Why I am asking: Tens of thousands of servers sending the same strings to Splunk translates to tens of millions of dollars in splunk licensing. Even using Elk/Logstash, it translates to a lot of disk storage and IO. Surely this must be a solved problem. It would be easy to put a dictionary file in Splunk to look up the codes.

Codifying the events would also make it easier to translate log events into multiple languages.


  👤 epc Accepted Answer ✓
My semi–informed guess: even with automation you need the message to be decipherable by human eyes.

Also: you'd now have to keep your data dictionary in sync between your version of the product and whatever third party log analyzer you're using.

It isn't impossible, but it doesn't seem to be in anyone's particular interest to solve.
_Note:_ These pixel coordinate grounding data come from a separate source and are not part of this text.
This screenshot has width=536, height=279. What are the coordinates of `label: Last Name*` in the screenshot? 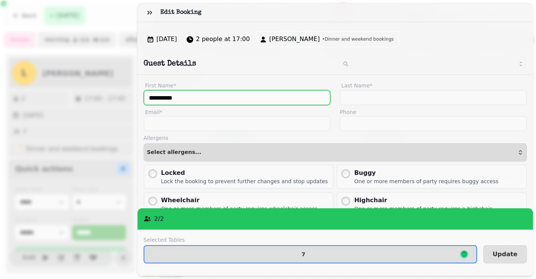 It's located at (433, 85).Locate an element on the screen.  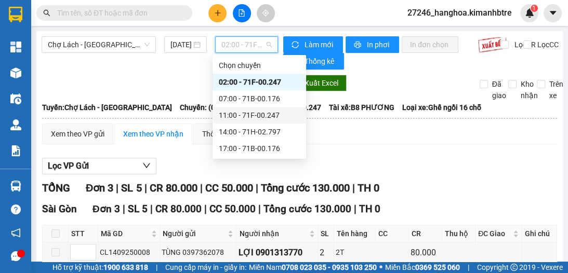
span: Kho nhận is located at coordinates (529, 90).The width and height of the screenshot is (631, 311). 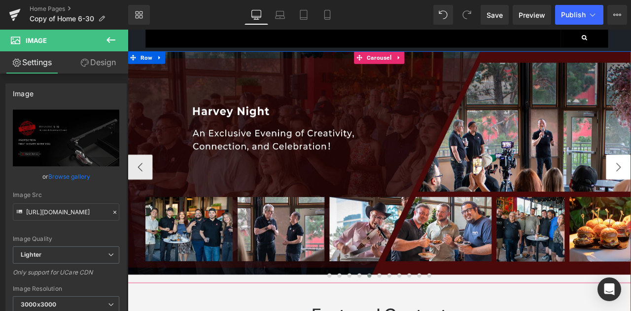 I want to click on a: Desktop, so click(x=256, y=15).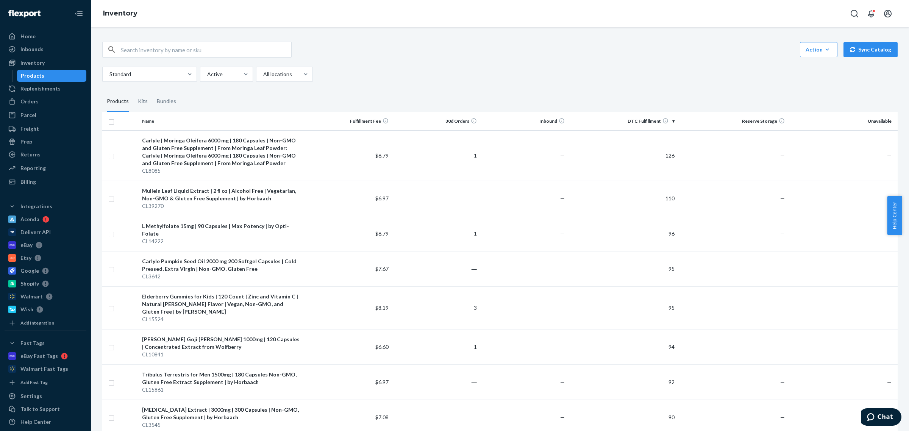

I used to write error messages for IBM RACF (a security product for MVS), circa 1990-1992. Mainframe stuff (the O/S, products, etc) emit messages and codes of various sorts. Most are inhaled by automation systems, but all are semi–legible to humans, because sometimes the automation systems throw up their digital hands.

The first hard lesson I learned is: once a message is in the system, you can never change it. You can replace it (with a completely different message identifier and text), but you can't change the typos you find (they're 20 years old at this point) or lowercase the all–uppercase messages to make them look pretty (I didn't do this, but someone briefly on my team did).

When I moved on to doing web stuff, I hacked my copy of NCSA to emit a simplified access log, timestamps were Unix epoch, I skipped the "user" fields, error codes were in hex (ie, not "200" but "C8" for Document OK). Thought I was a genius, saving space and all that. But every tool assumed what we now call "common log" format and it meant that you couldn't just look at a snippet of log at a glance to see what was going on. So I ended up reverting back to common log format after a couple of months.


👤 Someone
gzip can create that dictionary for you on the fly.

AdvantageS are that the dictionary stays up to date, and that it covers non-static strings such as dates, too, disadvantage a slightly less efficient compression.